The question now is whether the consensus reached between Trump and Xi Jinping in Busan, South Korea, yesterday means that the fight really has come to an end, and if so, on whose terms.
Trump rated it as a 12 out of 10 meeting. Both sides have taken some of their biggest guns off the table, but this appears closer to a truce than a durable peace setting stable boundaries for China's relations with the US.
Nevertheless, the outline of a broader long-term diplomatic relationship is visible, with announced reciprocal visits by each leader within a year. That is very different from what China hawks in Congress were hoping for when Trump came to power, and will set alarm bells ringing among Republicans and Democrats.
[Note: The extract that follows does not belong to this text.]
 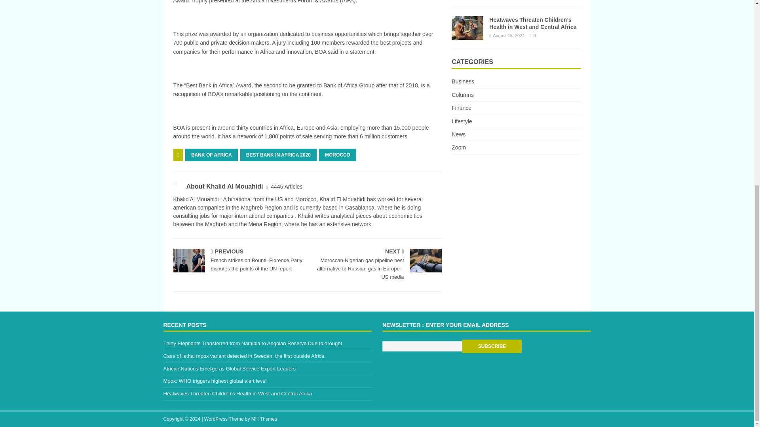 What do you see at coordinates (492, 347) in the screenshot?
I see `Subscribe` at bounding box center [492, 347].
One of the difficulties has been that Trump's strategic objectives in launching the trade war were not articulated - the balance between protecting traditional US manufacturing, ringfencing technology-based industries critical to US national security, punishing Chinese trade practices or, more broadly, overpowering China as a competitive threat generally, was fudged. Gradually the battle morphed in some minds in the US administration from a trade war into a geopolitical trial of strength between the two world superpowers, with the whole world awaiting the outcome.
As a result it has been a turbulent six months, involving undulating tariffs, export curbs, threats, counter threats, deferral and monopolies inquiries, interspersed with five rounds of trade talks in Madrid, London, Geneva, Stockholm and Kuala Lumpur, culminating in two hours of direct talks between Trump and Xi, their first meeting since 2019.